Ourcellves? (Identity)

by dhw, Thursday, April 10, 2014, 20:11 (3640 days ago) @ romansh

Dhw: I have failed miserably in my attempt to explain what I see as a logical fallacy in the materialist argument that we consist only of our cells (and their interactions), and that since our cells are not of our making, we cannot have free will. My point is that in that case, the cells and their interactions ARE ourselves, and so their decisions are OUR decisions ... cells and self being indivisible.-ROMANSH: No DHW, if I may; where you have failed is not in your explanation of what you see as a logical fallacy but how you framed the logical proof. 
It starts with "our cells".
It fails on two counts ... 1) it begs the question of are they ours in any meaningful way. A good portion of mine come potatoes, roast lamb, and assorted fruit and veges. So framing the question as in this way it is not terribly surprising. and 2) when dealing with Cantorian sets if they are in some way self referential the proof is on dodgey ground.-Are our cells ours "in any meaningful way"? What are your criteria for "meaningful"? Your cells do not come potatoes, roast lamb etc. Your cells process potatoes etc. to make them part of you. And we might argue that in similar fashion all the influences that shape us and our decisions are "digested" by the individual in his/her own individual way and acted upon in his/her own individual way. This, it seems to me, enables us to say that whatever conscious decisions we take are our own, and not those of our bodies or of the influences that may have shaped our thinking, since all of these are synonymous with our selves. I don't know how far I can take this argument in relation to the chain of cause and effect, but potato-eating does not seem to me to dent its logic, and I'm sorry but I really don't think the mathematical complexities and equations of Cantorian set theory are likely to clarify your objections for a non-mathematician like myself. I'd be grateful if you would explain them in terms of cells, consciousness and self. Of course if you claim that our cells are not ours, or we are not conscious, or there is no such thing as the self, you can automatically exclude the possibility of free will as you did in your definition.
 
dhw: Forget the poetry for a moment, and please explain in clear prose what you think the "much more" consists of. After all, a reflection is just an image, but like yourself and others I am trying to find out what more "we" might be that cannot be subsumed under the activity of our cells. 
ROMANSH: Much more = the universe.-If we are much more than our cells, and much more = the universe, we are the universe. And I am none the wiser.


▸ **GOAL OF THE EXERCISE**
For the material below, the sole required output is the number of lines that include "figure".

▸ **GIVEN ENTRIES**
Start of Block

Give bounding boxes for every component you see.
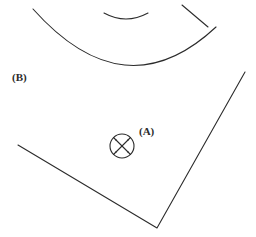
polygon-corner-edges — [18, 72, 245, 228]
monument-symbol — [110, 134, 134, 158]
figure-canvas: (B) (A) — [0, 0, 256, 237]
large-arc-curve — [33, 9, 216, 65]
monument-tick-nw — [114, 138, 117, 141]
branch-line-segment — [182, 5, 208, 27]
label-a: (A) — [139, 126, 154, 137]
label-b: (B) — [12, 72, 27, 83]
figure-drawing — [0, 0, 256, 237]
small-arc-curve — [104, 13, 148, 19]
monument-tick-sw — [114, 152, 117, 155]
monument-tick-se — [128, 152, 131, 155]
monument-tick-ne — [128, 138, 131, 141]
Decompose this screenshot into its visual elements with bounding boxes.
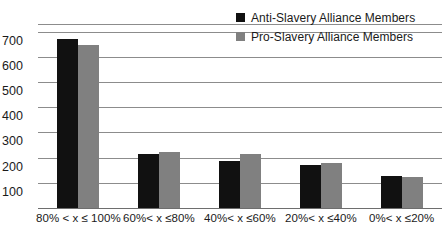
bar — [57, 39, 78, 208]
x-axis-tick-label: 80% < x ≤ 100% — [36, 212, 121, 224]
bar — [138, 154, 159, 208]
x-axis-line — [38, 208, 442, 209]
plot-area: 100200300400500600700 — [38, 24, 442, 208]
legend-item: Anti-Slavery Alliance Members — [236, 8, 415, 27]
y-axis-tick-label: 500 — [2, 85, 36, 98]
y-axis-tick-label: 600 — [2, 60, 36, 73]
y-axis-tick-label: 300 — [2, 135, 36, 148]
bar — [159, 152, 180, 208]
legend-swatch-icon — [236, 32, 245, 41]
legend-swatch-icon — [236, 13, 245, 22]
bar — [321, 163, 342, 208]
bar-chart: 100200300400500600700 80% < x ≤ 100%60%<… — [0, 0, 446, 236]
legend-item: Pro-Slavery Alliance Members — [236, 27, 415, 46]
y-axis-tick-label: 100 — [2, 186, 36, 199]
legend-item-label: Anti-Slavery Alliance Members — [251, 11, 415, 25]
bar-group — [219, 24, 261, 208]
bar — [402, 177, 423, 208]
x-axis-tick-label: 60%< x ≤80% — [123, 212, 195, 224]
bar-group — [57, 24, 99, 208]
y-axis-tick-label: 200 — [2, 161, 36, 174]
y-axis-tick-label: 400 — [2, 110, 36, 123]
bar — [240, 154, 261, 208]
y-axis-tick-label: 700 — [2, 35, 36, 48]
bar — [300, 165, 321, 208]
x-axis-tick-label: 40%< x ≤60% — [204, 212, 276, 224]
bar-group — [300, 24, 342, 208]
bar — [219, 161, 240, 208]
bar — [78, 45, 99, 208]
bar-group — [381, 24, 423, 208]
bar-group — [138, 24, 180, 208]
x-axis-tick-label: 0%< x ≤20% — [369, 212, 434, 224]
bar — [381, 176, 402, 208]
x-axis-tick-label: 20%< x ≤40% — [285, 212, 357, 224]
legend-item-label: Pro-Slavery Alliance Members — [251, 30, 413, 44]
chart-legend: Anti-Slavery Alliance Members Pro-Slaver… — [236, 8, 415, 46]
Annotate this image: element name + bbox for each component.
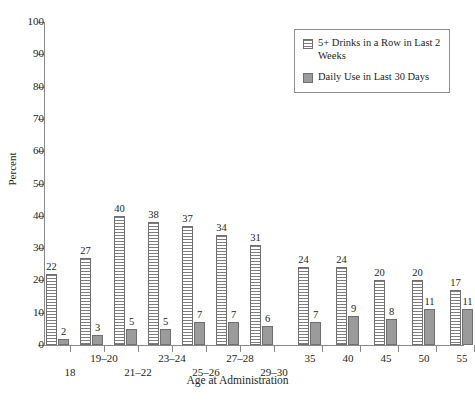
x-tick-mark xyxy=(360,345,361,352)
bar-value-label: 11 xyxy=(462,296,472,307)
x-tick-label: 40 xyxy=(343,352,354,364)
bar-value-label: 6 xyxy=(265,313,270,324)
x-tick-label: 45 xyxy=(381,352,392,364)
solid-bar-swatch-icon xyxy=(303,73,313,83)
x-tick-mark xyxy=(206,345,207,352)
bar-value-label: 9 xyxy=(351,303,356,314)
y-tick-label: 100 xyxy=(12,16,44,27)
legend-item-daily-use: Daily Use in Last 30 Days xyxy=(303,71,441,84)
y-tick-label: 30 xyxy=(12,242,44,253)
bar-value-label: 3 xyxy=(95,322,100,333)
bar-group: 273 xyxy=(80,22,104,345)
bar-group: 377 xyxy=(182,22,206,345)
bar-5plus-drinks: 24 xyxy=(298,267,309,345)
x-tick-mark xyxy=(436,345,437,352)
bar-value-label: 17 xyxy=(450,277,461,288)
x-tick-mark xyxy=(322,345,323,352)
x-axis-title: Age at Administration xyxy=(0,374,475,386)
bar-value-label: 31 xyxy=(250,232,261,243)
x-tick-label: 50 xyxy=(419,352,430,364)
x-tick-label: 27–28 xyxy=(226,352,254,364)
x-axis-line xyxy=(44,345,464,346)
bar-5plus-drinks: 40 xyxy=(114,216,125,345)
x-tick-mark xyxy=(274,345,275,352)
bar-value-label: 40 xyxy=(114,203,125,214)
bar-daily-use: 9 xyxy=(348,316,359,345)
bar-group: 405 xyxy=(114,22,138,345)
y-tick: 40 xyxy=(0,216,44,217)
bar-value-label: 5 xyxy=(129,316,134,327)
bar-value-label: 7 xyxy=(197,309,202,320)
bar-value-label: 11 xyxy=(424,296,434,307)
y-tick: 80 xyxy=(0,87,44,88)
hatched-bar-swatch-icon xyxy=(303,39,313,49)
bar-5plus-drinks: 27 xyxy=(80,258,91,345)
x-tick-label: 19–20 xyxy=(90,352,118,364)
bar-group: 385 xyxy=(148,22,172,345)
legend-item-5plus-drinks: 5+ Drinks in a Row in Last 2 Weeks xyxy=(303,37,441,62)
bar-value-label: 38 xyxy=(148,209,159,220)
bar-group: 222 xyxy=(46,22,70,345)
y-tick-label: 20 xyxy=(12,274,44,285)
bar-value-label: 8 xyxy=(389,306,394,317)
bar-group: 347 xyxy=(216,22,240,345)
x-tick-mark xyxy=(138,345,139,352)
bar-daily-use: 6 xyxy=(262,326,273,345)
y-tick: 100 xyxy=(0,22,44,23)
bar-value-label: 27 xyxy=(80,245,91,256)
bar-5plus-drinks: 38 xyxy=(148,222,159,345)
x-tick-label: 23–24 xyxy=(158,352,186,364)
y-tick-label: 70 xyxy=(12,113,44,124)
bar-value-label: 34 xyxy=(216,222,227,233)
y-tick-label: 10 xyxy=(12,307,44,318)
bar-5plus-drinks: 31 xyxy=(250,245,261,345)
y-tick-label: 40 xyxy=(12,210,44,221)
x-tick-mark xyxy=(398,345,399,352)
bar-daily-use: 5 xyxy=(126,329,137,345)
y-tick: 20 xyxy=(0,280,44,281)
chart-legend: 5+ Drinks in a Row in Last 2 Weeks Daily… xyxy=(294,29,450,93)
bar-daily-use: 5 xyxy=(160,329,171,345)
y-tick: 30 xyxy=(0,248,44,249)
bar-5plus-drinks: 24 xyxy=(336,267,347,345)
bar-value-label: 7 xyxy=(231,309,236,320)
y-tick: 70 xyxy=(0,119,44,120)
bar-value-label: 22 xyxy=(46,261,57,272)
legend-label: Daily Use in Last 30 Days xyxy=(318,71,429,84)
bar-daily-use: 7 xyxy=(228,322,239,345)
bar-5plus-drinks: 37 xyxy=(182,226,193,346)
x-tick-mark xyxy=(240,345,241,352)
bar-value-label: 24 xyxy=(336,254,347,265)
bar-5plus-drinks: 17 xyxy=(450,290,461,345)
x-tick-mark xyxy=(172,345,173,352)
y-tick: 90 xyxy=(0,54,44,55)
x-tick-label: 35 xyxy=(305,352,316,364)
bar-value-label: 20 xyxy=(374,267,385,278)
bar-daily-use: 8 xyxy=(386,319,397,345)
bar-daily-use: 11 xyxy=(462,309,473,345)
bar-daily-use: 11 xyxy=(424,309,435,345)
bar-group: 316 xyxy=(250,22,274,345)
bar-value-label: 37 xyxy=(182,213,193,224)
bar-chart: 0102030405060708090100 Percent 222273405… xyxy=(0,0,475,406)
bar-5plus-drinks: 20 xyxy=(412,280,423,345)
bar-group: 1711 xyxy=(450,22,474,345)
bar-5plus-drinks: 34 xyxy=(216,235,227,345)
bar-5plus-drinks: 20 xyxy=(374,280,385,345)
legend-label: 5+ Drinks in a Row in Last 2 Weeks xyxy=(318,37,441,62)
x-tick-label: 55 xyxy=(457,352,468,364)
x-tick-mark xyxy=(104,345,105,352)
bar-value-label: 24 xyxy=(298,254,309,265)
y-axis-title: Percent xyxy=(6,139,18,199)
bar-daily-use: 3 xyxy=(92,335,103,345)
y-tick-label: 80 xyxy=(12,81,44,92)
x-tick-mark xyxy=(70,345,71,352)
bar-daily-use: 7 xyxy=(310,322,321,345)
y-tick: 0 xyxy=(0,345,44,346)
y-tick: 10 xyxy=(0,313,44,314)
bar-value-label: 2 xyxy=(61,326,66,337)
bar-value-label: 7 xyxy=(313,309,318,320)
bar-value-label: 20 xyxy=(412,267,423,278)
bar-5plus-drinks: 22 xyxy=(46,274,57,345)
y-tick-label: 0 xyxy=(12,339,44,350)
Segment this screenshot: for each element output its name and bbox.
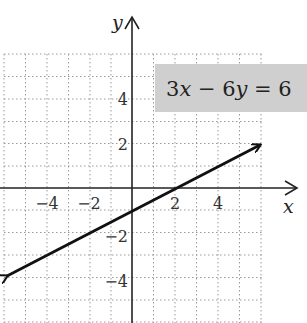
svg-text:4: 4 <box>213 194 223 213</box>
svg-text:−2: −2 <box>77 194 101 213</box>
svg-text:2: 2 <box>170 194 180 213</box>
equation-label: 3x − 6y = 6 <box>166 77 292 101</box>
svg-text:−4: −4 <box>35 194 59 213</box>
svg-text:4: 4 <box>118 90 128 109</box>
graph: 3x − 6y = 6 x y −4 −2 2 4 4 2 −2 −4 <box>0 0 307 323</box>
svg-text:−2: −2 <box>104 227 128 246</box>
y-tick-labels: 4 2 −2 −4 <box>104 90 128 291</box>
y-axis-label: y <box>111 11 123 33</box>
svg-text:−4: −4 <box>104 272 128 291</box>
x-axis-label: x <box>283 195 294 217</box>
svg-text:2: 2 <box>118 135 128 154</box>
equation-box: 3x − 6y = 6 <box>155 64 307 112</box>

End of Block

▸ **EXERCISE RESULT**
2